New Bottom Line Volume 4.18 – The Trap of Binary Thinking

September 12, 1995

Two recent examples–chlorine, and automobiles–illustrate the problem.

A recent article in Environment Today reported that “A study by consulting firm Charles River Associates found that alternatives to chlorine-based pharmaceuticals would increase health care costs by more than $53 billion a year. Chlorine-free pesticides would add $24 billion to food costs. Going TCF [totally chlorine-free] in watewater treatment, PVC fabrication and chemical manufacturing would costs $7 billion, $9.5 billion and $56.6 billion respectively.”

The study of course doesn’t suggest that there are no replacements for those chlorine-based pharmaceuticals, or that food could not be produced without those chlorine-free pesticides. In fact the CRA study used a sophisticated economic methodology to consider the costs of alternatives. But there is often a problem with which alternatives how this kind of analysis selects to be studied. Inevitably, they are the well-known, and well-documented. Unfortunately, they are not always the ones likely to prevail.

For example, the alternative to chlorine-based pesticides, herbicides and fertilizers is not simply for farmers to use none, nor to simply use “alternative pesticides.” Many farmers find they are both more productive and more profitable by minimizing their pesticide use though different farming systems, including integrated pest management, low-input agriculture and organic farming strategies.

In a recent letter to the New York Times, Frances B. Smith, Executive Director of Consumer Alert, offered another version of binary thinking, arguing that “the downsizing of cars resulting from a higher CAFE [fuel efficiency] standard causes more auto fatalities, and that saving lives is more important than saving fuel.”

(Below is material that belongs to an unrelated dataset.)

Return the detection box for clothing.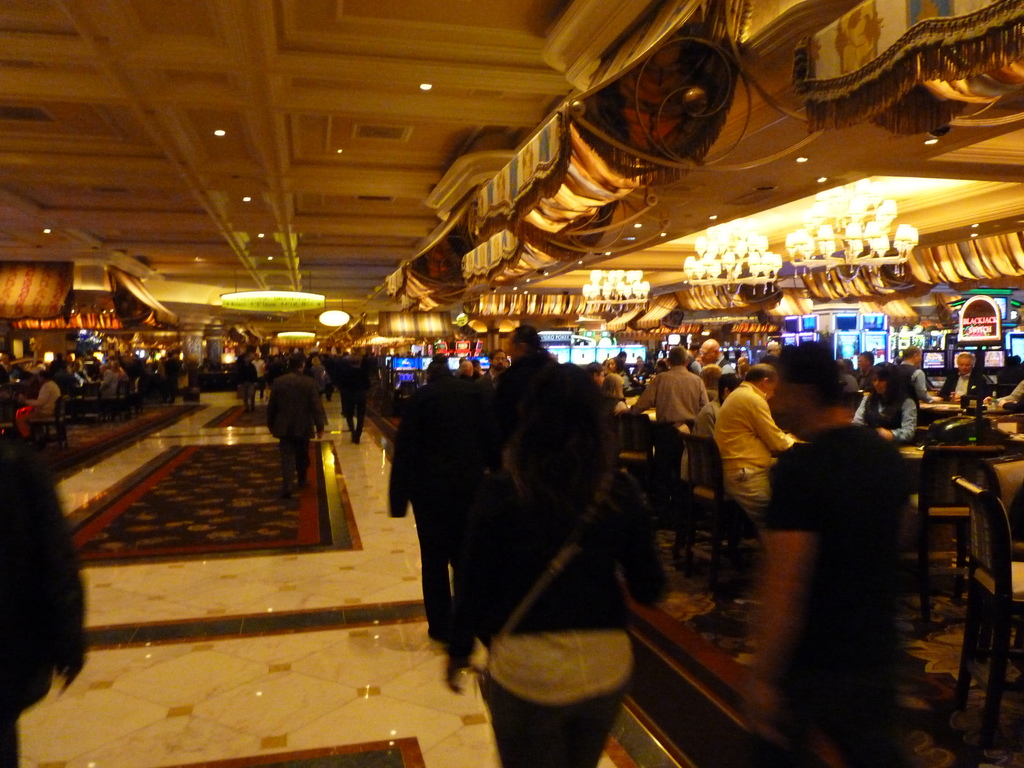
[x1=943, y1=375, x2=1000, y2=399].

I certainly wouldn’t argue that fuel is more important than lives, but I would argue that Smith frames the wrong asrgument. It reminds me of the early 1980s debate over the Clean Air Act. While Detroit’s lobbyists protested that the emissions standards were technically unreachable, Honda reached them–years ahead of the deadline–and delivered breakthroughs in fuel economy in the bargain.

The naysayers are fond of throwing up innate tradeoffs: “To accomplish A we’d have to give up B.” Well, maybe. But maybe not. What about inventiveness, and innovation? What about design criteria? What about being good enough to get both A and B?

Is this a naive attempt to have our cake and eat it too? Maybe. Or maybe it’s an attempt to replace posturing with design. For example, instead of asserting an inescapable tradeoff between fuel economy and vehicle safety, one might ask “How do we design vehicles that are both safe and efficient?” Volvo did, and created an 85mpg prototype that meets or exceeds US safety standards.

Instead of asserting a tradeoff between those benefits and acceptable price, one might ask, “How do we design vehicles that are safe, efficient and afforable?” Amory Lovins did, and starting with the basic physics of the automobile, conceived the “hypercar”–a standard size, typically performing four to five passenger sedan that could far exceed safety standards, get more than 200 mpg, and costs no more than, well, a standard size four to five passenger sedan.

So how do we get out of the trap of binary thinking? By going sideways. Or backwards. Or inside out. Or upside down.

Some years ago, Edward DeBono coined the phrase “lateral thinking” to describe a process of shaking loose the normal, connect the dots, step by step approach of trying to get from here to there. There are many tools in a lateral thinking toolkit. One example is normative planning, which instead asks the imagination, “how ‘did’ we get from there to here?”. Another is a stakeholder skunkworks, bringing together a diverse design team of people who not only have a stake in the outcome, but are likely to have substantially different insights about what’s needed and how to get there.

The key to all:

  • Be clear, and complete, about the design criteria that will satisfy your goals.
  • Insist, tenaciously, on meeting them all, without compromise. (Yes, eventually you’ll probably have to accept some tradeoffs; resist it, then do it, then start the no-compromise process over again with the next generation of goals.)
  • Encourage everyone to keep the process open, focussing on “how we can” rather than “why we can’t”.

And in your spare time, pick up The Odyssey, and re-read the part about Scylla and Charybdis.

(c) 1995 Gil Friend. All rights reserved.

New Bottom Line is published periodically by Natural Logic, offering decision support software and strategic consulting that help companies and communities prosper by embedding the laws of nature at the heart of enterprise.

Gil Friend, systems ecologist and business strategist, is President and CEO of Natural Logic, Inc.

May be posted intact–including this notice–in any non-commercial forum.